Thursday, February 25, 2021

Growing in True Faith: the Right Righteousness

THE WORD IN LENT - Friday, First week of Lent

February 26, 2021: Ezekiel 18: 21-28; Matthew 5: 20-26


The "Scribes and the Pharisees"...we find this phrase very often in Jesus' words. What did he have against them? Was he then a sectarian too... dividing and categorising people by the group they belong to? No! Never! Jesus himself was a pharisee and he had disciples among pharisees, tax collectors and zealots. Then where is the justification for the usage of this phrase, 'the scribes and the pharisees'?

The phrase actually refers to, that category of people, need not be necessarily only the scribes and the pharisees, who consider the external signs and legalistic fulfillment more important or significant than the interior disposition. What we do is important, but why we do what we do, matters much more! The internal disposition with which something is carried out, truly determines the value of the act or the attitude. 

Righteousness often can remain a matter of image building or opinion creation. There are those who hire the media, buy it up or throttle it to control, in order to project themselves as they wish to be seen - not exactly was they really are! Every one of us wishes to give a pleasing and desirable image of ourselves to the world - there is nothing much wrong in this wish per se. But the problem lies in the fact that I hide, how much I hide, to what extent I go in order to hide and what I want to gain by hiding what I really am! Can I still fall under the category of the 'righteous', after all this image creation?

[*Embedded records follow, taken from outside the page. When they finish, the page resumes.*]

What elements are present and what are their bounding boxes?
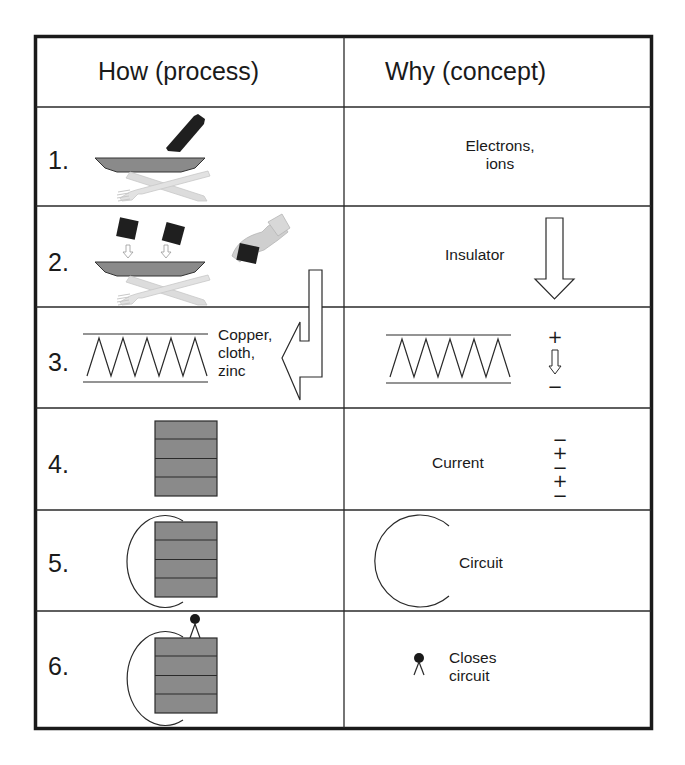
- row-number-1: 1.: [48, 146, 69, 175]
- header-how: How (process): [98, 57, 259, 86]
- falling-plates-figure: [95, 217, 210, 305]
- row-number-2: 2.: [48, 248, 69, 277]
- row-1-why-label: Electrons, ions: [425, 137, 575, 173]
- battery-closed-circuit-figure-6: [127, 614, 217, 726]
- plate-cutlery-figure-1: [95, 158, 210, 201]
- row-number-6: 6.: [48, 652, 69, 681]
- row-3-how-label: Copper, cloth, zinc: [218, 326, 272, 379]
- plus-sign-top: +: [546, 328, 564, 346]
- open-arc-figure: [375, 515, 449, 607]
- row-2-why-label: Insulator: [445, 246, 504, 264]
- minus-sign-bottom: −: [546, 378, 564, 396]
- row-6-why-label: Closes circuit: [449, 649, 496, 685]
- row-4-why-label: Current: [432, 454, 484, 472]
- battery-circuit-figure-5: [127, 516, 217, 608]
- zigzag-pile-polarity-figure: [386, 335, 561, 383]
- hand-holding-plate-figure: [232, 214, 290, 264]
- row-5-why-label: Circuit: [459, 554, 503, 572]
- diagram-canvas: [0, 0, 685, 765]
- polarity-sign-5: −: [551, 487, 569, 505]
- down-arrow-figure: [535, 218, 574, 299]
- bottle-pouring-figure: [166, 114, 205, 152]
- contact-pin-figure: [414, 653, 424, 675]
- l-shaped-arrow: [282, 270, 322, 400]
- row-number-4: 4.: [48, 450, 69, 479]
- header-why: Why (concept): [385, 57, 546, 86]
- row-number-3: 3.: [48, 348, 69, 377]
- battery-stack-figure-4: [155, 421, 217, 496]
- zigzag-pile-figure: [83, 334, 208, 382]
- row-number-5: 5.: [48, 549, 69, 578]
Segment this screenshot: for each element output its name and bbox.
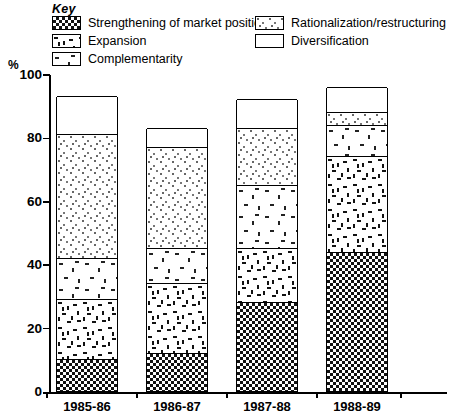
bar-segment-1986-87-rationalization-restructuring — [147, 147, 207, 248]
bar-1987-88 — [236, 100, 298, 392]
bar-segment-1988-89-diversification — [327, 87, 387, 112]
bar-segment-1986-87-expansion — [147, 283, 207, 353]
x-category-label-1985-86: 1985-86 — [63, 399, 111, 414]
bar-1985-86 — [56, 97, 118, 392]
bar-segment-1986-87-diversification — [147, 128, 207, 147]
bar-segment-1987-88-rationalization-restructuring — [237, 128, 297, 185]
bar-segment-1987-88-strengthening-of-market-position — [237, 302, 297, 391]
x-category-label-1988-89: 1988-89 — [333, 399, 381, 414]
bar-1988-89 — [326, 88, 388, 392]
x-tick-mark-1 — [136, 392, 138, 398]
y-tick-label-20: 20 — [8, 321, 42, 336]
y-tick-mark-80 — [43, 138, 50, 140]
bar-segment-1987-88-complementarity — [237, 185, 297, 248]
y-tick-label-60: 60 — [8, 194, 42, 209]
bar-segment-1985-86-expansion — [57, 299, 117, 359]
x-tick-mark-end — [400, 392, 402, 398]
bar-segment-1985-86-diversification — [57, 96, 117, 134]
y-tick-mark-20 — [43, 328, 50, 330]
x-tick-mark-3 — [316, 392, 318, 398]
bar-segment-1988-89-expansion — [327, 156, 387, 251]
y-tick-label-100: 100 — [8, 67, 42, 82]
y-tick-mark-40 — [43, 264, 50, 266]
stacked-bar-chart: % 020406080100 1985-861986-871987-881988… — [0, 0, 449, 418]
bar-segment-1986-87-complementarity — [147, 248, 207, 283]
x-tick-mark-2 — [226, 392, 228, 398]
bar-segment-1986-87-strengthening-of-market-position — [147, 353, 207, 391]
bar-segment-1985-86-rationalization-restructuring — [57, 134, 117, 258]
y-tick-label-0: 0 — [8, 384, 42, 399]
bar-1986-87 — [146, 129, 208, 392]
bar-segment-1988-89-rationalization-restructuring — [327, 112, 387, 125]
y-tick-mark-100 — [43, 74, 50, 76]
y-axis-labels: 020406080100 — [4, 0, 42, 418]
y-tick-mark-60 — [43, 201, 50, 203]
bar-segment-1985-86-complementarity — [57, 258, 117, 299]
x-category-label-1986-87: 1986-87 — [153, 399, 201, 414]
bar-segment-1985-86-strengthening-of-market-position — [57, 359, 117, 391]
x-axis-line — [43, 392, 447, 394]
bar-segment-1987-88-diversification — [237, 99, 297, 128]
y-tick-label-80: 80 — [8, 130, 42, 145]
x-tick-mark-0 — [46, 392, 48, 398]
y-axis-line — [49, 75, 51, 393]
x-category-label-1987-88: 1987-88 — [243, 399, 291, 414]
y-tick-label-40: 40 — [8, 257, 42, 272]
bar-segment-1987-88-expansion — [237, 248, 297, 302]
bar-segment-1988-89-complementarity — [327, 125, 387, 157]
bar-segment-1988-89-strengthening-of-market-position — [327, 252, 387, 391]
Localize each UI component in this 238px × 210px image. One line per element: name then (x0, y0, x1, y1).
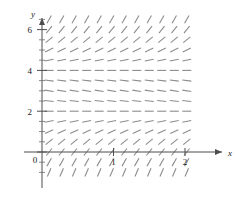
slope-mark (45, 90, 54, 91)
slope-mark (57, 80, 66, 81)
slope-mark (58, 130, 66, 134)
slope-mark (158, 130, 166, 134)
slope-mark (82, 90, 91, 91)
slope-mark (59, 158, 63, 166)
slope-mark (83, 37, 90, 43)
slope-mark (159, 26, 165, 33)
slope-mark (160, 15, 164, 23)
slope-mark (95, 48, 103, 52)
slope-mark (183, 139, 190, 145)
y-axis-label: y (30, 9, 35, 19)
slope-mark (170, 48, 178, 52)
slope-mark (145, 90, 154, 91)
slope-mark (107, 80, 116, 81)
slope-mark (170, 80, 179, 81)
y-axis-tick-label: 6 (28, 25, 33, 35)
slope-mark (171, 139, 178, 145)
origin-tick-label: 0 (33, 155, 38, 165)
slope-mark (120, 59, 129, 61)
slope-mark (147, 168, 151, 176)
slope-mark (132, 121, 141, 123)
slope-mark (182, 121, 191, 123)
slope-mark (47, 168, 51, 176)
slope-mark (121, 37, 128, 43)
slope-mark (58, 37, 65, 43)
slope-mark (46, 26, 52, 33)
slope-mark (82, 59, 91, 61)
slope-mark (170, 130, 178, 134)
slope-mark (120, 100, 129, 101)
slope-mark (107, 90, 116, 91)
slope-mark (132, 100, 141, 101)
slope-mark (71, 37, 78, 43)
slope-mark (110, 168, 114, 176)
slope-mark (182, 90, 191, 91)
slope-mark (160, 168, 164, 176)
slope-mark (46, 139, 53, 145)
y-axis-tick-label: 4 (28, 66, 33, 76)
slope-mark (82, 121, 91, 123)
slope-mark (60, 168, 64, 176)
axis-labels: y x 0 (30, 9, 232, 165)
slope-mark (170, 90, 179, 91)
slope-mark (157, 59, 166, 61)
slope-mark (45, 130, 53, 134)
slope-mark (70, 48, 78, 52)
slope-mark (70, 121, 79, 123)
slope-mark (184, 26, 190, 33)
slope-mark (108, 37, 115, 43)
slope-mark (120, 121, 129, 123)
slope-mark (145, 121, 154, 123)
slope-mark (182, 100, 191, 101)
slope-mark (59, 15, 63, 23)
slope-mark (135, 15, 139, 23)
slope-field-figure: 246 12 y x 0 (0, 0, 238, 210)
slope-mark (95, 59, 104, 61)
slope-mark (120, 48, 128, 52)
slope-mark (96, 37, 103, 43)
slope-mark (172, 15, 176, 23)
slope-mark (45, 48, 53, 52)
slope-mark (57, 59, 66, 61)
slope-mark (72, 15, 76, 23)
x-axis-arrow-icon (215, 149, 222, 155)
slope-mark (145, 100, 154, 101)
slope-mark (108, 48, 116, 52)
slope-mark (132, 80, 141, 81)
slope-mark (146, 37, 153, 43)
x-axis-tick-label: 2 (183, 157, 188, 167)
slope-mark (145, 130, 153, 134)
slope-mark (120, 80, 129, 81)
slope-mark (47, 15, 51, 23)
slope-mark (95, 80, 104, 81)
slope-mark (146, 139, 153, 145)
slope-mark (70, 80, 79, 81)
y-axis-ticks: 246 (28, 19, 48, 172)
slope-mark (95, 130, 103, 134)
slope-mark (170, 100, 179, 101)
slope-mark (57, 90, 66, 91)
slope-mark (109, 15, 113, 23)
slope-mark (70, 59, 79, 61)
slope-mark (58, 48, 66, 52)
slope-mark (45, 121, 54, 123)
slope-mark (82, 80, 91, 81)
axes: 246 12 (24, 18, 222, 188)
slope-mark (185, 15, 189, 23)
slope-mark (70, 90, 79, 91)
slope-mark (145, 48, 153, 52)
slope-mark (57, 121, 66, 123)
y-axis-tick-label: 2 (28, 107, 33, 117)
slope-mark (171, 26, 177, 33)
slope-mark (70, 130, 78, 134)
slope-mark (46, 37, 53, 43)
slope-mark (71, 26, 77, 33)
slope-mark (158, 48, 166, 52)
slope-mark (122, 15, 126, 23)
slope-mark (72, 158, 76, 166)
slope-mark (84, 15, 88, 23)
slope-mark (84, 26, 90, 33)
slope-mark (108, 139, 115, 145)
slope-mark (45, 100, 54, 101)
slope-mark (95, 121, 104, 123)
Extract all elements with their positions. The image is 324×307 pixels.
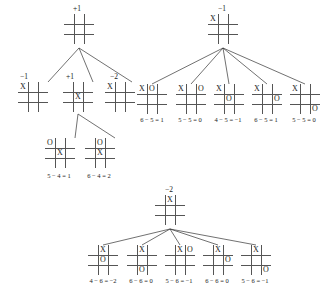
cell-empty[interactable] — [28, 92, 38, 102]
cell-empty[interactable] — [157, 104, 167, 114]
cell-empty[interactable] — [203, 245, 213, 255]
cell-empty[interactable] — [234, 94, 244, 104]
cell-empty[interactable] — [28, 102, 38, 112]
cell-empty[interactable] — [147, 104, 157, 114]
cell-empty[interactable] — [252, 104, 262, 114]
cell-empty[interactable] — [241, 255, 251, 265]
cell-empty[interactable] — [241, 265, 251, 275]
cell-empty[interactable] — [300, 94, 310, 104]
cell-empty[interactable] — [218, 24, 228, 34]
cell-empty[interactable] — [176, 104, 186, 114]
cell-empty[interactable] — [84, 14, 94, 24]
cell-empty[interactable] — [83, 102, 93, 112]
cell-empty[interactable] — [155, 215, 165, 225]
cell-empty[interactable] — [125, 92, 135, 102]
cell-empty[interactable] — [262, 104, 272, 114]
cell-empty[interactable] — [64, 34, 74, 44]
cell-empty[interactable] — [18, 102, 28, 112]
cell-empty[interactable] — [127, 265, 137, 275]
cell-empty[interactable] — [272, 84, 282, 94]
cell-empty[interactable] — [262, 84, 272, 94]
cell-empty[interactable] — [45, 148, 55, 158]
cell-empty[interactable] — [185, 265, 195, 275]
cell-empty[interactable] — [252, 94, 262, 104]
cell-empty[interactable] — [108, 245, 118, 255]
cell-empty[interactable] — [176, 94, 186, 104]
cell-empty[interactable] — [83, 92, 93, 102]
cell-empty[interactable] — [234, 84, 244, 94]
cell-empty[interactable] — [125, 102, 135, 112]
cell-empty[interactable] — [214, 104, 224, 114]
cell-empty[interactable] — [147, 255, 157, 265]
cell-empty[interactable] — [224, 84, 234, 94]
cell-empty[interactable] — [208, 24, 218, 34]
cell-empty[interactable] — [186, 84, 196, 94]
cell-empty[interactable] — [155, 205, 165, 215]
cell-empty[interactable] — [28, 82, 38, 92]
cell-empty[interactable] — [55, 138, 65, 148]
cell-empty[interactable] — [175, 195, 185, 205]
cell-empty[interactable] — [65, 148, 75, 158]
cell-empty[interactable] — [214, 94, 224, 104]
cell-x-mark[interactable]: X — [18, 82, 28, 92]
cell-empty[interactable] — [85, 158, 95, 168]
cell-x-mark[interactable]: X — [213, 245, 223, 255]
cell-empty[interactable] — [74, 14, 84, 24]
cell-empty[interactable] — [63, 92, 73, 102]
cell-empty[interactable] — [196, 94, 206, 104]
cell-x-mark[interactable]: X — [73, 92, 83, 102]
cell-empty[interactable] — [165, 265, 175, 275]
cell-o-mark[interactable]: O — [98, 255, 108, 265]
cell-empty[interactable] — [55, 158, 65, 168]
cell-empty[interactable] — [108, 255, 118, 265]
cell-empty[interactable] — [251, 265, 261, 275]
cell-empty[interactable] — [223, 265, 233, 275]
cell-empty[interactable] — [213, 265, 223, 275]
cell-empty[interactable] — [165, 215, 175, 225]
cell-empty[interactable] — [84, 34, 94, 44]
cell-empty[interactable] — [105, 138, 115, 148]
cell-x-mark[interactable]: X — [290, 84, 300, 94]
cell-x-mark[interactable]: X — [105, 82, 115, 92]
cell-o-mark[interactable]: O — [272, 94, 282, 104]
cell-o-mark[interactable]: O — [147, 84, 157, 94]
cell-o-mark[interactable]: O — [224, 94, 234, 104]
cell-empty[interactable] — [88, 245, 98, 255]
cell-empty[interactable] — [88, 255, 98, 265]
cell-empty[interactable] — [290, 104, 300, 114]
cell-o-mark[interactable]: O — [137, 265, 147, 275]
cell-empty[interactable] — [196, 104, 206, 114]
cell-empty[interactable] — [115, 82, 125, 92]
cell-empty[interactable] — [310, 94, 320, 104]
cell-empty[interactable] — [137, 255, 147, 265]
cell-empty[interactable] — [228, 14, 238, 24]
cell-empty[interactable] — [228, 34, 238, 44]
cell-empty[interactable] — [63, 102, 73, 112]
cell-empty[interactable] — [300, 104, 310, 114]
cell-empty[interactable] — [74, 34, 84, 44]
cell-empty[interactable] — [137, 104, 147, 114]
cell-x-mark[interactable]: X — [137, 245, 147, 255]
cell-x-mark[interactable]: X — [251, 245, 261, 255]
cell-empty[interactable] — [85, 148, 95, 158]
cell-empty[interactable] — [290, 94, 300, 104]
cell-empty[interactable] — [45, 158, 55, 168]
cell-o-mark[interactable]: O — [310, 104, 320, 114]
cell-x-mark[interactable]: X — [208, 14, 218, 24]
cell-o-mark[interactable]: O — [261, 265, 271, 275]
cell-empty[interactable] — [165, 245, 175, 255]
cell-empty[interactable] — [65, 138, 75, 148]
cell-empty[interactable] — [64, 24, 74, 34]
cell-empty[interactable] — [175, 205, 185, 215]
cell-x-mark[interactable]: X — [176, 84, 186, 94]
cell-empty[interactable] — [223, 245, 233, 255]
cell-empty[interactable] — [147, 265, 157, 275]
cell-empty[interactable] — [157, 84, 167, 94]
cell-empty[interactable] — [208, 34, 218, 44]
cell-empty[interactable] — [300, 84, 310, 94]
cell-empty[interactable] — [175, 255, 185, 265]
cell-o-mark[interactable]: O — [45, 138, 55, 148]
cell-x-mark[interactable]: X — [165, 195, 175, 205]
cell-o-mark[interactable]: O — [196, 84, 206, 94]
cell-x-mark[interactable]: X — [137, 84, 147, 94]
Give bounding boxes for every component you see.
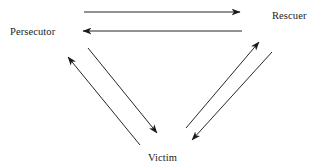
- arrow-victim-to-persecutor: [68, 57, 140, 145]
- arrow-victim-to-rescuer: [186, 42, 259, 128]
- node-label-rescuer: Rescuer: [272, 10, 307, 22]
- drama-triangle-diagram: Persecutor Rescuer Victim: [0, 0, 327, 168]
- arrow-persecutor-to-victim: [88, 48, 157, 133]
- arrow-rescuer-to-victim: [192, 52, 272, 140]
- node-label-persecutor: Persecutor: [10, 26, 55, 38]
- node-label-victim: Victim: [148, 152, 177, 164]
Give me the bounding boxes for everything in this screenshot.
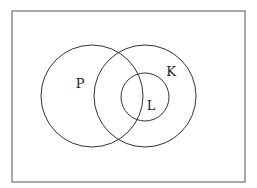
set-l-circle [121,73,169,121]
set-k-circle [94,45,196,147]
set-p-label: P [76,76,85,91]
set-p-circle [41,45,143,147]
set-l-label: L [147,98,156,113]
set-k-label: K [166,64,176,79]
venn-diagram: P K L [0,0,257,188]
universal-set-rectangle [12,11,245,182]
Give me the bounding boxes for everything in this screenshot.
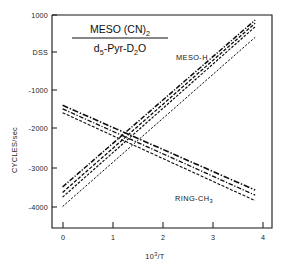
title-denominator-p2: -Pyr-D: [104, 42, 135, 54]
series-annotation-ring-ch3-main: RING-CH: [175, 194, 209, 203]
x-tick-label-0: 0: [61, 233, 65, 242]
x-axis-title-tail: /T: [157, 252, 164, 261]
y-tick-label-m1000: -1000: [29, 86, 48, 95]
x-tick-label-1: 1: [111, 233, 115, 242]
x-tick-label-2: 2: [161, 233, 165, 242]
y-tick-label-m2000: -2000: [29, 124, 48, 133]
x-axis-title-main: 10: [145, 252, 154, 261]
y-tick-label-m4000: -4000: [29, 203, 48, 212]
x-tick-label-4: 4: [261, 233, 265, 242]
y-axis-title: CYCLES/sec: [10, 127, 19, 173]
series-annotation-ring-ch3: RING-CH3: [175, 194, 213, 204]
title-denominator-p3: O: [138, 42, 146, 54]
y-tick-label-m3000: -3000: [29, 164, 48, 173]
series-annotation-meso-h: MESO-H: [176, 53, 208, 62]
series-annotation-ring-ch3-sub: 3: [209, 198, 213, 204]
y-tick-label-1000: 1000: [31, 11, 48, 20]
title-numerator-sub: 2: [146, 29, 150, 38]
x-tick-label-3: 3: [211, 233, 215, 242]
chart-figure: 1000 DSS -1000 -2000 -3000 -4000 0 1 2 3…: [0, 0, 283, 275]
arrhenius-plot-svg: 1000 DSS -1000 -2000 -3000 -4000 0 1 2 3…: [0, 0, 283, 275]
title-numerator-main: MESO (CN): [90, 23, 146, 35]
y-tick-label-dss: DSS: [33, 48, 48, 57]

Jesus, explains today his version of righteousness - the Right Righteousness. It consists of meekness and humility, openness (lack of judgments) and acceptance, endurance and perseverance, and endless hopefulness. It consists of accepting who I really am and working on myself without pretensions. It consists of accepting the other as he or she is and trying to live as brothers and sisters in peace! 

Against these measures on the scale, where does my righteousness stand?